A priest refused quarter and perished in his burning church during the 1759 St. Francis Raid by Rogers' Rangers.
The pump station built to supply Hudson River water to Albany, New York, is now home to a brewpub, planetarium and the city's visitor center.
During the early 20th century, the depopulated Palestinian village Sarafand al-Amar was the site of the largest British Army base in the Middle East.
Albert Sharpe participated in football, basketball, baseball, gymnastics, rowing, and track and field, and was called "the greatest living all round athlete" in 1915.
In 1901, Emir of Kuwait Mubarak Al-Sabah asked the Russian Empire for protection, only two years after his country became a British protectorate.
The spread of red palm mite (pictured) is the biggest mite explosion ever observed in the Americas.

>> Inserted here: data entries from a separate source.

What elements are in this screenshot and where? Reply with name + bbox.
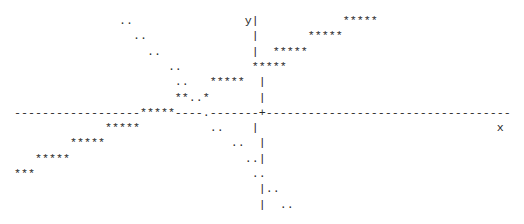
plot-row-3: .. ***** [0,60,287,75]
plot-row-11: |.. [0,182,280,197]
plot-row-5: **..* | [0,91,266,106]
ascii-plot: .. y| ***** .. | ***** .. | ***** .. ***… [0,14,524,224]
plot-row-10: *** .. [0,167,266,182]
plot-row-1: .. | ***** [0,29,343,44]
plot-row-7: ***** .. | x [0,121,504,136]
plot-row-0: .. y| ***** [0,14,378,29]
plot-row-2: .. | ***** [0,45,308,60]
plot-row-4: .. ***** | [0,75,266,90]
plot-row-8: ***** .. | [0,136,266,151]
plot-row-9: ***** ..| [0,152,266,167]
x-axis-row: ------------------*****----.-------+----… [0,106,511,121]
plot-row-12: | .. [0,198,294,213]
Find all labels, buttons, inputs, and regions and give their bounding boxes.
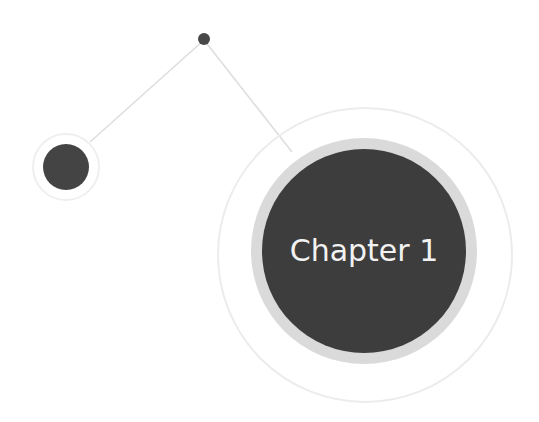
left-node	[43, 144, 89, 190]
connector-line-left	[90, 40, 204, 142]
top-node	[198, 33, 210, 45]
chapter-diagram	[0, 0, 539, 422]
main-node-label: Chapter 1	[263, 226, 465, 274]
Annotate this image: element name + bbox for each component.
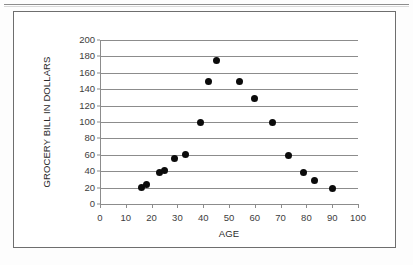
x-axis-tick-label: 30 (172, 213, 183, 223)
gridline (100, 73, 358, 74)
y-axis-tick-label: 100 (79, 117, 95, 127)
plot-area: 020406080100120140160180200 (100, 40, 358, 204)
x-axis-tick-mark (306, 204, 307, 208)
x-axis-tick-mark (255, 204, 256, 208)
scatter-point (329, 185, 336, 192)
y-axis-tick-mark (97, 72, 100, 73)
x-axis-tick-mark (229, 204, 230, 208)
x-axis-title: AGE (100, 228, 358, 240)
scatter-point (269, 119, 276, 126)
y-axis-tick-mark (97, 122, 100, 123)
y-axis-tick-label: 0 (90, 199, 95, 209)
y-axis-tick-mark (97, 105, 100, 106)
gridline (100, 171, 358, 172)
y-axis-tick-mark (97, 40, 100, 41)
x-axis-tick-label: 60 (250, 213, 261, 223)
gridline (100, 106, 358, 107)
scatter-point (213, 57, 220, 64)
x-axis-tick-mark (332, 204, 333, 208)
y-axis-tick-mark (97, 171, 100, 172)
y-axis-tick-label: 160 (79, 68, 95, 78)
y-axis-tick-label: 120 (79, 101, 95, 111)
gridline (100, 138, 358, 139)
x-axis-tick-mark (203, 204, 204, 208)
x-axis-tick-label: 90 (327, 213, 338, 223)
gridline (100, 40, 358, 41)
x-axis-tick-label: 0 (97, 213, 102, 223)
y-axis-title: GROCERY BILL IN DOLLARS (40, 40, 54, 204)
scatter-point (143, 181, 150, 188)
x-axis-tick-label: 80 (301, 213, 312, 223)
x-axis-tick-mark (177, 204, 178, 208)
x-axis-tick-mark (152, 204, 153, 208)
y-axis-tick-label: 200 (79, 35, 95, 45)
page-top-rule (4, 4, 409, 5)
gridline (100, 122, 358, 123)
y-axis-tick-label: 60 (84, 150, 95, 160)
gridline (100, 89, 358, 90)
page-top-rule-secondary (4, 6, 409, 7)
y-axis-tick-mark (97, 154, 100, 155)
scatter-point (205, 78, 212, 85)
y-axis-tick-label: 140 (79, 84, 95, 94)
chart-frame: 020406080100120140160180200 010203040506… (13, 11, 396, 248)
x-axis-tick-label: 100 (350, 213, 366, 223)
y-axis-tick-mark (97, 187, 100, 188)
y-axis-tick-label: 80 (84, 134, 95, 144)
x-axis-tick-label: 20 (146, 213, 157, 223)
x-axis-tick-mark (100, 204, 101, 208)
scatter-point (182, 151, 189, 158)
y-axis-tick-mark (97, 138, 100, 139)
y-axis-tick-mark (97, 56, 100, 57)
x-axis-tick-label: 70 (275, 213, 286, 223)
scatter-point (311, 177, 318, 184)
x-axis-tick-labels: 0102030405060708090100 (100, 204, 358, 230)
scatter-point (171, 155, 178, 162)
scatter-point (236, 78, 243, 85)
page-canvas: 020406080100120140160180200 010203040506… (0, 0, 413, 265)
x-axis-tick-label: 40 (198, 213, 209, 223)
y-axis-tick-label: 40 (84, 166, 95, 176)
scatter-point (251, 95, 258, 102)
scatter-point (161, 167, 168, 174)
scatter-point (300, 169, 307, 176)
x-axis-tick-mark (358, 204, 359, 208)
x-axis-tick-mark (281, 204, 282, 208)
x-axis-tick-mark (126, 204, 127, 208)
scatter-point (285, 152, 292, 159)
x-axis-tick-label: 50 (224, 213, 235, 223)
gridline (100, 56, 358, 57)
scatter-point (197, 119, 204, 126)
y-axis-tick-label: 180 (79, 52, 95, 62)
gridline (100, 155, 358, 156)
x-axis-tick-label: 10 (121, 213, 132, 223)
y-axis-tick-mark (97, 89, 100, 90)
y-axis-tick-label: 20 (84, 183, 95, 193)
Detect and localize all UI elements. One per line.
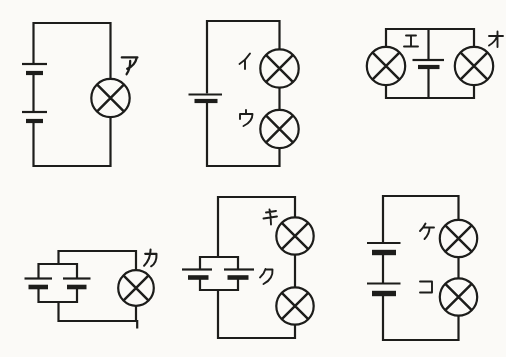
lamp-icon	[276, 287, 313, 324]
battery-icon	[63, 279, 91, 288]
battery-icon	[22, 112, 47, 121]
lamp-icon	[440, 278, 477, 315]
circuit-f: ケ コ	[367, 196, 477, 340]
lamp-label: ア	[121, 54, 139, 75]
lamp-label: コ	[419, 279, 434, 297]
circuit-b: イ ウ	[189, 21, 299, 166]
lamp-label: カ	[144, 249, 160, 268]
circuit-diagrams: ア イ ウ	[0, 0, 506, 357]
lamp-icon	[276, 217, 313, 254]
lamp-label: ク	[260, 268, 275, 286]
circuit-d: カ	[25, 249, 160, 328]
wire	[383, 196, 459, 340]
battery-icon	[367, 243, 401, 253]
lamp-label: エ	[404, 33, 419, 51]
worksheet-page: ア イ ウ	[0, 0, 506, 357]
lamp-icon	[455, 47, 493, 85]
battery-icon	[189, 95, 223, 102]
battery-icon	[25, 279, 53, 288]
circuit-e: キ ク	[182, 197, 314, 338]
lamp-label: ウ	[239, 110, 254, 128]
lamp-label: キ	[263, 209, 278, 227]
lamp-icon	[440, 220, 477, 257]
lamp-icon	[367, 47, 405, 85]
lamp-label: イ	[239, 53, 254, 71]
circuit-a: ア	[22, 23, 139, 166]
battery-icon	[224, 270, 254, 278]
lamp-icon	[260, 110, 298, 148]
battery-icon	[367, 284, 401, 294]
lamp-label: ケ	[420, 223, 435, 241]
lamp-icon	[260, 49, 298, 87]
circuit-c: エ オ	[367, 29, 504, 98]
battery-icon	[413, 60, 445, 67]
battery-icon	[182, 270, 212, 278]
battery-icon	[22, 64, 47, 73]
lamp-icon	[118, 270, 154, 306]
lamp-icon	[91, 79, 129, 117]
lamp-label: オ	[489, 31, 504, 49]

Harvard All-American Bert Waters was accused of jabbing a finger into a Yale player's eye in the 1893 football game that became known as "The Bloodbath in Hampden Park"?.
In 1937, members of a boy's club in Haywards Heath, West Sussex, demolished their own hut to allow St Richard's Church to be built on the site.
The wild zebrafish is the first vertebrate to have its entire genome sequenced in India, a task carried out by the scientists at the Institute of Genomics and Integrative Biology.
Lee Child took inspiration for his novel Echo Burning from the grave of "the gentlemen gunfighter" Clay Allison.
Franz von Rintelen, a German spy living in New York during World War I, used pencil bombs to sabotage Allied shipping.